A Natural Language Counterfactual Generator for Exploring Bias in Sentiment Analysis Algorithms

Overview

This project is a digression from the project on Interactive Model Cards. It focuses on providing a person more ways to explore a model's outputs through the generation of alternatives (technically counterfactuals). We believe the use of multiple alternatives may allow people to better understand the limitations of a model and develop a sense of its trustworthiness and bias.

Known Limitations
  • Words not in the spaCy vocab for en_core_web_lg won't have vectors and so won't have the ability to create similarity scores.
  • WordNet provides many limitations due to its age and lack of funding for ongoing maintenance. It provides access to a large variety of the English language but certain words simply do not exist.
  • There are currently only 2 lists (Countries and Professions). We would like to find community curated lists for: Race, Sexual Orientation and Gender Identity (SOGI), Religion, age, and other protected statuses.
  • We do not have a custom pipeline for Named Entity Recognition (NER), or a matcher, to identify complex terms (ex. "two spirit", "male to female", "Asian American", etc.) and so these will not be fully available for interrogation.
Key Dependencies and Packages
  1. Hugging Face Transformers - the model we've designed this iteration for is hosted on hugging face.
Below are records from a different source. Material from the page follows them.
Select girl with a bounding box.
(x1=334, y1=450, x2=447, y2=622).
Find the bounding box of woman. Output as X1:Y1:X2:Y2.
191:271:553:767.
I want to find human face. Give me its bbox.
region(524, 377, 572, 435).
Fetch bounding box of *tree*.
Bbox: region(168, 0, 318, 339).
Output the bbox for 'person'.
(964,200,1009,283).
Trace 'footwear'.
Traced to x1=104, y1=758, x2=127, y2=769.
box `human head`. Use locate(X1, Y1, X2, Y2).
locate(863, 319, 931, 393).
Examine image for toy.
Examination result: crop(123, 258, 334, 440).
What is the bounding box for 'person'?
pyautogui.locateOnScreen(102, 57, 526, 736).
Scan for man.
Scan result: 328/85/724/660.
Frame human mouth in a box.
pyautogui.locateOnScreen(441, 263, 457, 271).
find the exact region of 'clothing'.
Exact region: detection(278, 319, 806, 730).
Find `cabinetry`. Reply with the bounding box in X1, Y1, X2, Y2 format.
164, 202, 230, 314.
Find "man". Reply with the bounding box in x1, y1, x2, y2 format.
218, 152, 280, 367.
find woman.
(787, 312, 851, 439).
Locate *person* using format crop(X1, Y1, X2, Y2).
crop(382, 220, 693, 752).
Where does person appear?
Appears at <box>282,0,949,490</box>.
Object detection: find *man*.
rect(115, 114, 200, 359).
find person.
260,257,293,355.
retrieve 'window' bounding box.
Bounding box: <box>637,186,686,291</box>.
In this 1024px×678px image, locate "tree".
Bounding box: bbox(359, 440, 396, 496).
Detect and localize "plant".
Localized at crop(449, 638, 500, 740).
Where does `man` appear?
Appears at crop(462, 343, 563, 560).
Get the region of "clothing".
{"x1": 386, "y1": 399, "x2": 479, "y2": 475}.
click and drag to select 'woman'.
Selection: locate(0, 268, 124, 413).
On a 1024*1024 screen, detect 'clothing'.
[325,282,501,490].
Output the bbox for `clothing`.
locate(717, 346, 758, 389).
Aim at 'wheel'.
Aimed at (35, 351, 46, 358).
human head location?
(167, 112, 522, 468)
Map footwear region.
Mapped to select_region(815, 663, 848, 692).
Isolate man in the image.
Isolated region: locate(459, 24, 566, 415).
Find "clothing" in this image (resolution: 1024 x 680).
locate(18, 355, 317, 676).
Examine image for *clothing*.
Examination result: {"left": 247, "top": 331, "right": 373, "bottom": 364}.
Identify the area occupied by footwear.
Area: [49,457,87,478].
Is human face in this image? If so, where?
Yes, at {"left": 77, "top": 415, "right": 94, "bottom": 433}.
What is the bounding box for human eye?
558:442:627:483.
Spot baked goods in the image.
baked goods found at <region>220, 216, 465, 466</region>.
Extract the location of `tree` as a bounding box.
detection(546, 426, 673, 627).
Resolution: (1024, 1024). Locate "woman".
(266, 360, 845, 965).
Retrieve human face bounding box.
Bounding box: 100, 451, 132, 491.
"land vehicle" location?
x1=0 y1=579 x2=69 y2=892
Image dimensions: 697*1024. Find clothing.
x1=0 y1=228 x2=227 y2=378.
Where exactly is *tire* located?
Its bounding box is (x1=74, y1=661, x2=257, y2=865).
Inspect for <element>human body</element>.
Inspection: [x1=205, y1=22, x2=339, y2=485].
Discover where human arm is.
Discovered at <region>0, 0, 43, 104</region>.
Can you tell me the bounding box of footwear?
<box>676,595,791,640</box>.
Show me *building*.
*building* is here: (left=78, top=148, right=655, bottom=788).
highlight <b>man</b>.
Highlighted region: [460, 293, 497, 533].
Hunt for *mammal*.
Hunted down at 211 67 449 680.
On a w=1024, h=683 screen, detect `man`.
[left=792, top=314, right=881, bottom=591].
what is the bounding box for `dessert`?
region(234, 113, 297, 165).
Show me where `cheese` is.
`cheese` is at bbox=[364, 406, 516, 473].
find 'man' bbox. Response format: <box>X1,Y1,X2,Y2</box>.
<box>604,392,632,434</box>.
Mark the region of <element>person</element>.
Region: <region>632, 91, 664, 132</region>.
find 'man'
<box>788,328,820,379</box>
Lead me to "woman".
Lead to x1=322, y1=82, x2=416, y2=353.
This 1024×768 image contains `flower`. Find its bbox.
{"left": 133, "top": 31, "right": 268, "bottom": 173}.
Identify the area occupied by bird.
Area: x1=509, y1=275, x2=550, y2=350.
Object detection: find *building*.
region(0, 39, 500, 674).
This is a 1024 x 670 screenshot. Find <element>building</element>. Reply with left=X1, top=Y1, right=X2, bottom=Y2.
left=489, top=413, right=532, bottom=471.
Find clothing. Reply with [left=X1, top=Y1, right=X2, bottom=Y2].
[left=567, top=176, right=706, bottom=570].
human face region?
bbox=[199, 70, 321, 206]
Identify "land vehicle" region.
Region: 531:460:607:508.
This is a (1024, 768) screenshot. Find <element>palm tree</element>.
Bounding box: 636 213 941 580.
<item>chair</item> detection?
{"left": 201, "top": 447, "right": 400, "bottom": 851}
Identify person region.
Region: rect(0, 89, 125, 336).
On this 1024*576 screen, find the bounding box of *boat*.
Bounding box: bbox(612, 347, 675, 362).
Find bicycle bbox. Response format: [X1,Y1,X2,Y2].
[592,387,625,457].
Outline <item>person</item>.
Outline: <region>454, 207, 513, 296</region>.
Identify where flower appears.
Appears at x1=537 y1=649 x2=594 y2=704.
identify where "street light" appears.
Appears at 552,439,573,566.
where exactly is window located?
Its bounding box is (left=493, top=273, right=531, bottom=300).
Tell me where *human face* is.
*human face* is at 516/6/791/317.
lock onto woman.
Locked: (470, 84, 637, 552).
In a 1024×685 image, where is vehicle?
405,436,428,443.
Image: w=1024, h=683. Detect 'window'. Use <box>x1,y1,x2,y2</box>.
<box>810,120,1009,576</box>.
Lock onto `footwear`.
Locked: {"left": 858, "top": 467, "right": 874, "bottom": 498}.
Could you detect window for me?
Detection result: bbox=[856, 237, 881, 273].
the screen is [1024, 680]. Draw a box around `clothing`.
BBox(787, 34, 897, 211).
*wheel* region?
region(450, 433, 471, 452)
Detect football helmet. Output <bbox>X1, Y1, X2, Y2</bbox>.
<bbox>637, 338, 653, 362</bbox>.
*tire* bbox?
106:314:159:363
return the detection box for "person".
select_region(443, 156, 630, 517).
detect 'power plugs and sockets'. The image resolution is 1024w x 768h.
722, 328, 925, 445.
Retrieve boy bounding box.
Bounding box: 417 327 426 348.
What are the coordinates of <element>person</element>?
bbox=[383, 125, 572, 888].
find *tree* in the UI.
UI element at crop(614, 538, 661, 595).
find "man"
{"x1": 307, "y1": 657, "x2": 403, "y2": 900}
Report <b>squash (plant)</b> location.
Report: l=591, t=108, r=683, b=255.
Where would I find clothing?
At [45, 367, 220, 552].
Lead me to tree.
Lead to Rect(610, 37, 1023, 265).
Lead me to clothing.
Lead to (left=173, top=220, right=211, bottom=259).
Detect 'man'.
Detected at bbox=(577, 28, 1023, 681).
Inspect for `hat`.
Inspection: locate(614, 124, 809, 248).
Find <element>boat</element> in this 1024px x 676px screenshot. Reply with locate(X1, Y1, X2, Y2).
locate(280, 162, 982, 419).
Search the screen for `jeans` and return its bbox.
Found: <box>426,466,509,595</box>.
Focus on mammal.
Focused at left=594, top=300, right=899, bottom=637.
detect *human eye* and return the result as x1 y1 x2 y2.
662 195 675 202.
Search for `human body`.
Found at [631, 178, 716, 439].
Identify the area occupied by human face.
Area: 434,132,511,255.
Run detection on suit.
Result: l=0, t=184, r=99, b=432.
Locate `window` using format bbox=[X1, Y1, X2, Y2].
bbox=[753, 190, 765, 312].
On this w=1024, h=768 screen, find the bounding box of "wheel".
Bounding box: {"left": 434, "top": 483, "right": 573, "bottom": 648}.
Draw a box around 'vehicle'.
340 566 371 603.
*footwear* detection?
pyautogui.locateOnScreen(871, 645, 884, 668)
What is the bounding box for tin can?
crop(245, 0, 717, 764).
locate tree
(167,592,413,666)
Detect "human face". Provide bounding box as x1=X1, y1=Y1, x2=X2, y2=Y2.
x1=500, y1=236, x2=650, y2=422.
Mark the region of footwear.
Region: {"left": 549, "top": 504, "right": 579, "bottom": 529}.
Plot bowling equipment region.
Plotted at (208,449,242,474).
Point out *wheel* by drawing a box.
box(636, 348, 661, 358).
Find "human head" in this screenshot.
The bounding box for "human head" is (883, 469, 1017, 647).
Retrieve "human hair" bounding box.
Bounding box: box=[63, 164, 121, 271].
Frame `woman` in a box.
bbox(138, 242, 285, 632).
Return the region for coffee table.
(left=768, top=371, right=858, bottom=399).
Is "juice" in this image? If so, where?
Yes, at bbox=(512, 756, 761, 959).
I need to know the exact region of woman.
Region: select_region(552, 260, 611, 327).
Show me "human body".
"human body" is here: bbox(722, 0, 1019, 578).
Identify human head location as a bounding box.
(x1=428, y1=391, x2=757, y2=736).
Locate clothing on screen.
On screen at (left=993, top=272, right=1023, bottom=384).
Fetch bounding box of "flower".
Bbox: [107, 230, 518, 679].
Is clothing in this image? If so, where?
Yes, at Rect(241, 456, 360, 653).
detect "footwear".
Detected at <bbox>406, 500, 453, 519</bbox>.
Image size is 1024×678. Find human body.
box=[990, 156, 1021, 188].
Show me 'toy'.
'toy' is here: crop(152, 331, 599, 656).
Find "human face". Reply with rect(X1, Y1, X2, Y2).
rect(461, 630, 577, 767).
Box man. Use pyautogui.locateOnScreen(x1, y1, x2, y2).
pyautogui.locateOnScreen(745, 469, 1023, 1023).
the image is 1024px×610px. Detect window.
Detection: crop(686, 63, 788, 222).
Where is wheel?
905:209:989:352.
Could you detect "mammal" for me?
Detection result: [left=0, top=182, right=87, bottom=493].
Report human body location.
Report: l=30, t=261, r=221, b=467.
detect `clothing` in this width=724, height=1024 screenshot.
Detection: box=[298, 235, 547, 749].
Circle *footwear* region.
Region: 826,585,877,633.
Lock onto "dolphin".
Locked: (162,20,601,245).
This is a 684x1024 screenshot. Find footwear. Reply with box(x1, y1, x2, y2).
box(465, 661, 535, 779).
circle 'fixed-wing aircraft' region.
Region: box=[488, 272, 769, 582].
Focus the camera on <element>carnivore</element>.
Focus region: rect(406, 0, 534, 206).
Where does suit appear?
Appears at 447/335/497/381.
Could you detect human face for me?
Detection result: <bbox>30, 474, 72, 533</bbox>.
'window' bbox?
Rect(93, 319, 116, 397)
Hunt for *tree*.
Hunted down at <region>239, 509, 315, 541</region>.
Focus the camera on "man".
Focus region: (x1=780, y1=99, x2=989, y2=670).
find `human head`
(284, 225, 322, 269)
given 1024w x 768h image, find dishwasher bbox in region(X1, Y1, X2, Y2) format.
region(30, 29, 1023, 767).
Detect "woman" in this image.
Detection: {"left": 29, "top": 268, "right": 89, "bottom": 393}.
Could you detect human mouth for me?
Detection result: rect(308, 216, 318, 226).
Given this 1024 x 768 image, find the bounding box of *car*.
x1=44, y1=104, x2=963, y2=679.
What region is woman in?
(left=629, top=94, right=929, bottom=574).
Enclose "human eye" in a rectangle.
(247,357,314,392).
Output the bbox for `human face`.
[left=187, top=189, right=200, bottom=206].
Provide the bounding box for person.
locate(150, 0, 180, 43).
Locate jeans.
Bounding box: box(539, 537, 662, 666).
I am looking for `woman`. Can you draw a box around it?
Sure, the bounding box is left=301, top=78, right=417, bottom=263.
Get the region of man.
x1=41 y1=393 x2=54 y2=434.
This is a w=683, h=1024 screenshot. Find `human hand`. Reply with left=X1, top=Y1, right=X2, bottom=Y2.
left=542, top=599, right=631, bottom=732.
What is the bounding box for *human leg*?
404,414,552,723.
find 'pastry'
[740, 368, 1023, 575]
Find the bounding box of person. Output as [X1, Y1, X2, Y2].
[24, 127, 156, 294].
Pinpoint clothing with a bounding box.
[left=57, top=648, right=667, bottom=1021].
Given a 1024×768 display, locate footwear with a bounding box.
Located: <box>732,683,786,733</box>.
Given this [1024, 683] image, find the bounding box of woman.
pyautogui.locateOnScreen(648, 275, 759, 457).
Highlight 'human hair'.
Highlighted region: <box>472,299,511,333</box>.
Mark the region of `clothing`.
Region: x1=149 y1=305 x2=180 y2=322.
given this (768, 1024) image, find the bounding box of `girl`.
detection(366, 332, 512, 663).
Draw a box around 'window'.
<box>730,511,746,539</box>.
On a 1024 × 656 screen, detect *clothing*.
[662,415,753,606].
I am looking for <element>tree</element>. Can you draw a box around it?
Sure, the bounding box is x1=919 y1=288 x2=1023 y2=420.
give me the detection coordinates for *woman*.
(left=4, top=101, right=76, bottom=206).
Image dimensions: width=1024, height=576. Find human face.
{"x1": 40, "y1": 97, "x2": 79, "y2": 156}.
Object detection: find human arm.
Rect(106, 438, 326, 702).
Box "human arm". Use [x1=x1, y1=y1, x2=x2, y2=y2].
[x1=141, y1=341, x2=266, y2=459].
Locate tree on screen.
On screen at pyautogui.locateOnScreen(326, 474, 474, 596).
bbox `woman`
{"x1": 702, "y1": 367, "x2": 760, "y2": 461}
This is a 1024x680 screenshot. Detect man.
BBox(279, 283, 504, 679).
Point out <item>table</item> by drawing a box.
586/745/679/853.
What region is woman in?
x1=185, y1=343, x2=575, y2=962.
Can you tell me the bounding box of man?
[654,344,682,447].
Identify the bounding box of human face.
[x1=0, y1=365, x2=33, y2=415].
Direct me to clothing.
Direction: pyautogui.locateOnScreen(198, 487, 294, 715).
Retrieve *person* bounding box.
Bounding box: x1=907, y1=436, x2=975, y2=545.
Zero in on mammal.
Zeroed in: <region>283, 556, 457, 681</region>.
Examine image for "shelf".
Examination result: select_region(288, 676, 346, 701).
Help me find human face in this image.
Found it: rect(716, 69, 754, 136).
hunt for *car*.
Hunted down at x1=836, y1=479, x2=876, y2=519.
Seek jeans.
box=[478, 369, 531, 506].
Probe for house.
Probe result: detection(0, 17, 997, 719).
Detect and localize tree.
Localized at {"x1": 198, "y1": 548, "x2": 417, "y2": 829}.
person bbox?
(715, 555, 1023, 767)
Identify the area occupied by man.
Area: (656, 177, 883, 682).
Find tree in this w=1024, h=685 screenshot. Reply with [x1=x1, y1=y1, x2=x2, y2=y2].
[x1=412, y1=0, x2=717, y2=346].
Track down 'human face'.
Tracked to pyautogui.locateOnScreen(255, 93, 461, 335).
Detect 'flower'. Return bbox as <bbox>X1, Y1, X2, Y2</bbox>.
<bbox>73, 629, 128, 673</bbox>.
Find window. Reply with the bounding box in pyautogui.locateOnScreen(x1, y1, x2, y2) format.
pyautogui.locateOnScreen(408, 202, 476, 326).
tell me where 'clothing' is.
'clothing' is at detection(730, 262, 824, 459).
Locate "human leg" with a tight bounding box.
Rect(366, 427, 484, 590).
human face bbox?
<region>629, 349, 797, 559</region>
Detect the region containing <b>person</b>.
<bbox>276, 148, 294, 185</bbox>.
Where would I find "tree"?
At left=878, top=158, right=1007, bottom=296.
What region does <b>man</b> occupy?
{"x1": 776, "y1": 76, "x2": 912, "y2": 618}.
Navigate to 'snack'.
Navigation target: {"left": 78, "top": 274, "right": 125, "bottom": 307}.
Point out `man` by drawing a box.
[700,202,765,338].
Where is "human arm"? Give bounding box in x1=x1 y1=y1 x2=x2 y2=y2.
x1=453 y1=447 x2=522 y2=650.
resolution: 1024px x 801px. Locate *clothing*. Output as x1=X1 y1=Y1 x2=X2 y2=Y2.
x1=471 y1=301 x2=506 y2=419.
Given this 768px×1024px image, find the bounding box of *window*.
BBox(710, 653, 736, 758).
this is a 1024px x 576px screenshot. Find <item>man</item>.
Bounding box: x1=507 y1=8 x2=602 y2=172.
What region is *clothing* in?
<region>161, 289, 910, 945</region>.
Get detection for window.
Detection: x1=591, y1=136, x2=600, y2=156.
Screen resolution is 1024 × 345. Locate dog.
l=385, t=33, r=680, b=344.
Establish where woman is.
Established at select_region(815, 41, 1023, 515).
It is: distilbert-base-uncased-finetuned-sst-2-english.
  2. Streamlit - This is the library we're using to build the prototype app because it is easy to stand up and quick to fix.
  3. spaCy - This is the main NLP Library we're using and it runs most of the text manipulation we're doing as part of the project.
  4. NLTK + WordNet - This is the initial lexical database we're using because it is accessible directly through Python and it is free. We will be considering a move to ConceptNet for future iterations based on better lateral movement across edges.
  5. Lime - We chose Lime over Shap because Lime has more of the functionality we need. Shap appears to provide greater performance but is not as easily suited to our original designs.
  6. Altair - We're using Altair because it's well integrated into Streamlit.